On efficacy beyond positive symptoms, Correll addressed the longstanding challenge of negative symptoms in schizophrenia, noting that conventional antipsychotics produce secondary improvements in negative symptoms as positive symptoms resolve—a phenomenon he described as pseudo-specificity. To isolate a more specific signal, researchers analyzed subgroups with both prominent positive and negative symptoms, and separately those with predominant negative symptoms and relatively few positive symptoms. Reductions of approximately 8 to 9 points on the negative symptom subscale of the Positive and Negative Syndrome Scale were observed in both subgroups, suggesting a degree of specificity. He framed negative symptom improvement as clinically consequential: "as you improve negative symptoms we would assume and have also shown data in other studies that there's more engagement with social life with maybe work and school and having a fuller ability to reach not just symptom reduction but also recovery."

Real-world data reinforced the randomized controlled trial findings. A mirror-image analysis demonstrated that patients starting olanzapine-samidorphan showed significant reductions in emergency department visits and hospitalizations over 6 months compared to the prior 6 months. A matched cohort analysis further showed superior treatment adherence and longer duration on medication compared to other antipsychotics (including olanzapine monotherapy) in both schizophrenia and bipolar disorder populations.

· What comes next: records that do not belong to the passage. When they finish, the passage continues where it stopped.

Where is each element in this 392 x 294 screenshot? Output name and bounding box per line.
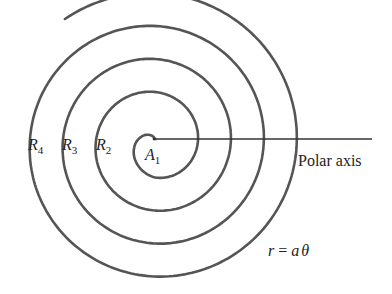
pole-point	[153, 138, 156, 141]
label-r2: R2	[95, 136, 111, 156]
polar-axis-label: Polar axis	[298, 152, 362, 169]
spiral-equation: r = aθ	[268, 242, 309, 259]
spiral-diagram: Polar axis R4 R3 R2 A1 r = aθ	[0, 0, 392, 294]
label-a1: A1	[144, 146, 160, 166]
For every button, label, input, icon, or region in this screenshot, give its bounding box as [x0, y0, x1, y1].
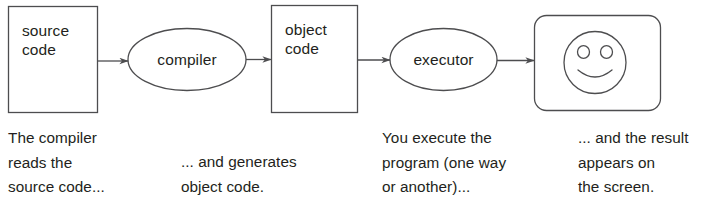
node-label-executor: executor [390, 50, 497, 69]
smiley-face-icon [564, 32, 626, 94]
caption-generates-object: ... and generates object code. [181, 150, 351, 199]
caption-result-screen: ... and the result appears on the screen… [578, 126, 724, 200]
flow-diagram-graphics [0, 0, 724, 124]
caption-row: The compiler reads the source code... ..… [0, 126, 724, 220]
node-label-object-code: object code [285, 20, 361, 58]
caption-you-execute: You execute the program (one way or anot… [382, 126, 557, 200]
node-label-source-code: source code [22, 21, 98, 59]
caption-compiler-reads: The compiler reads the source code... [8, 126, 168, 200]
diagram-canvas: source code compiler object code executo… [0, 0, 724, 220]
node-label-compiler: compiler [128, 50, 246, 69]
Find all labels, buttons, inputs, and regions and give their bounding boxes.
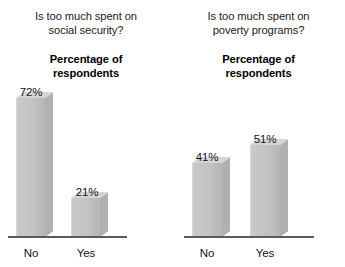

Dr Correll is professor of psychiatry and molecular medicine at the Zucker School of Medicine at Hofstra Northwell in New York and professor and chair of child and adolescent psychiatry at Charité University in Berlin, Germany.

References

1. Chaudhary AMD, Khan MF, Dhillon SS, et al. A review of samidorphan: a novel opioid antagonist. Cureus. 2019;11(7):e5139.

2. Grywińska WB, Głowacka A. Combining samidorphan with olanzapine to mitigate weight gain as a side effect in schizophrenia treatment. Postep Psychiatr Neurol. 2023;32(3):128-137.